The 2006 report you refer to is the last in a series of three. The pattern has been tracked across two decades, with surveys conducted by two separate polling organizations.
- 1988 - performed by Gallup, sampling 18-24 year olds (New York Times article)
- 2002 - performed by Roper, sampling 18-24, and 25-35 year olds in the US, and compared against the 1988 results (report)
- 2006 - performed by Roper, sampling 18-24 year olds in the US (report)
1988 Highlights (from the NYT article)
- no more than half those tested could answer correctly when asked to identify the country in which the Sandinistas and the contras are fighting
- 52 percent were aware that the Soviet Union's war with rebel forces was in Afghanistan
- 55 percent could identify South Africa as the country where apartheid is official government policy
- only 25 percent could name four countries that officially acknowledge having nuclear weapons
- more than a third could not pick out the westernmost city on a map
2002 Highlights
- just 23% of young adults surveyed could name
four countries that officially acknowledge having nuclear weapons
- young adults in other countries in the study were better able to locate other
European countries than American young adults are to locate U.S. states
- close to onethird
(30%) said that the U.S. has 1 to 2 billion people, or roughly one-third of the world s
population.
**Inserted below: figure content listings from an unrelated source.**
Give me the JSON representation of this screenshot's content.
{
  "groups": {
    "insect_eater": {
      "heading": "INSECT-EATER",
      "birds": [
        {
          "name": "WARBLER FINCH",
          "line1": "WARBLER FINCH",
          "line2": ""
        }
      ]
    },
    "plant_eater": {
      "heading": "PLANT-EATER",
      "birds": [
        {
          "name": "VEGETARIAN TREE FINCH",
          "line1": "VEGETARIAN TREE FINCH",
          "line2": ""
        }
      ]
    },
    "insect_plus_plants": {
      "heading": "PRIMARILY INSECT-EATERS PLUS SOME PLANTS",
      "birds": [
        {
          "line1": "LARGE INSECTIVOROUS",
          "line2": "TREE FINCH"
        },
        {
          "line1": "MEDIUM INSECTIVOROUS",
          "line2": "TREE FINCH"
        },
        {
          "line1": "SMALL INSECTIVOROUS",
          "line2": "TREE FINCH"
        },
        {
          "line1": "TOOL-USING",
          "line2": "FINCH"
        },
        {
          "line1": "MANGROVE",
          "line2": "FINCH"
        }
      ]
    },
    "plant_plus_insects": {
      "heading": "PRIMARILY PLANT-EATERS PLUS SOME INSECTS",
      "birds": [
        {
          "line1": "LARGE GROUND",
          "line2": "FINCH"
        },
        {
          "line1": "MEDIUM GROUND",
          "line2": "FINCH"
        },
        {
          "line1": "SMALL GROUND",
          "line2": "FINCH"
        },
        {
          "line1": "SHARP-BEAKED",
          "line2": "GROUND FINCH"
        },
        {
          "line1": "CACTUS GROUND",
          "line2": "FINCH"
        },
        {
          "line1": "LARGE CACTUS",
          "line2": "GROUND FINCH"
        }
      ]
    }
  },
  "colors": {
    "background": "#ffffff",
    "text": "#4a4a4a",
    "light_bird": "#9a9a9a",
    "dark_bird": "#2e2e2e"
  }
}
Only one-fourth of American young adults (25%) correctly identified the U.S.
population as falling within the range of 150 to 350 million. Respondents in all other
countries were better able to identify the U.S. population than are young Americans.
- just 17% could find Afghanistan on a world map.
- only 14% of young Americans could locate Israel on a Middle East/Asia map
- young Americans did seem more geographically literate on current events that occur near or in the U.S. or that affect U.S. life
- When asked to identify the western-most city on a hypothetical map, seven in ten young Americans (70%) answered correctly — up 12 points from 1988.
- When asked to identify 12 countries on a map of Europe, the average young American
could locate only about 3, compared to their counterparts in the other countries
surveyed, who could locate an average of 5.
- Just 37% could find England
2006
- I'm not going to repeat all of the results, but some highlights are listed here (which you link to in the question).
Sampling strategy
To address your specific doubt about the representativeness of the sample, see p. 46-47 of the 2006 report. The sample was not intended to be representative of any particular state (and some states might have been poorly represented). The sample was intended to be representative of the 18-24 year old population in the continental United States.
A multistage, stratified area probability sample applied down to the Secondary Sampling Unit (SSU) stage (i.e. street/block group or similar classification) was used for this research. For the selection of households, interviewers followed randomly selected, pre-determined interviewing routes with skip intervals. At the household level, quotas for sex and age were applied for respondent selection.
Expectation of more than one paper
You expect more than one paper about American geographic literacy. There are many:
- Carano, Kenneth T., and Michael J. Berson. "Breaking stereotypes: Constructing geographic literacy and cultural awareness through technology." The Social Studies 98, no. 2 (2007): 65-69.
- Lukinbeal, Chris, and Jim Craine. "Geographic media literacy: an introduction." GeoJournal 74, no. 3 (2009): 175-182.
- Gaudelli, William, and Elizabeth Heilman. "Reconceptualizing geography as democratic global citizenship education." The Teachers College Record 111, no. 11 (2009): 2647-2677.
- Turner, Sally, and Joseph Leydon. "Improving Geographic Literacy among First-Year Undergraduate Students: Testing the Effectiveness of Online Quizzes." Journal of Geography 111, no. 2 (2012): 54-66.
There are multiple papers on the topic. They take their motivation from this series of three surveys.
A more recent survey
The American Geographic Society's Geographic Knowledge and Values Survey
This was an online survey, with volunteers soliciting responses from US residents. They had 4021 valid responses. This was not a random sample, and is not representative of anything other than the population of people who tend to answer surveys like this. Respondents had a high level of education.
- Of the 3,972 respondents who answered regarding the axis on which longitude changes, 56% of the respondents answered incorrectly [...] This result is
little better than what might be expected from random guesses.
- The majority of the respondents
said they did not know if a conformal or Mercator projection was appropriate for comparing the
land areas of Russia and Kenya. For those who did choose an answer, 32.3% incorrectly said
that a conformal projection was appropriate, while 34.8% correctly said that a Mercator
projection would not be appropriate
- The majority of respondents, 55.4%, correctly chose a map scale of 1:50,000,000 for a
map of the entire earth at page size, compared to 14.7% who chose 1:5,000 and 30% who said
they did not know. [...] this result is little better than what might be
expected from random guesses
- 23.3% correctly identified Florida as the flattest state
- Most respondents (67.8%) correctly chose Africa South of the Sahara as the
poorest world region
In my opinion, this survey does not overturn the results found in 1988, 2002, and 2006. It asked a very limited set of geographic literacy questions, and its sample was not representative of young Americans.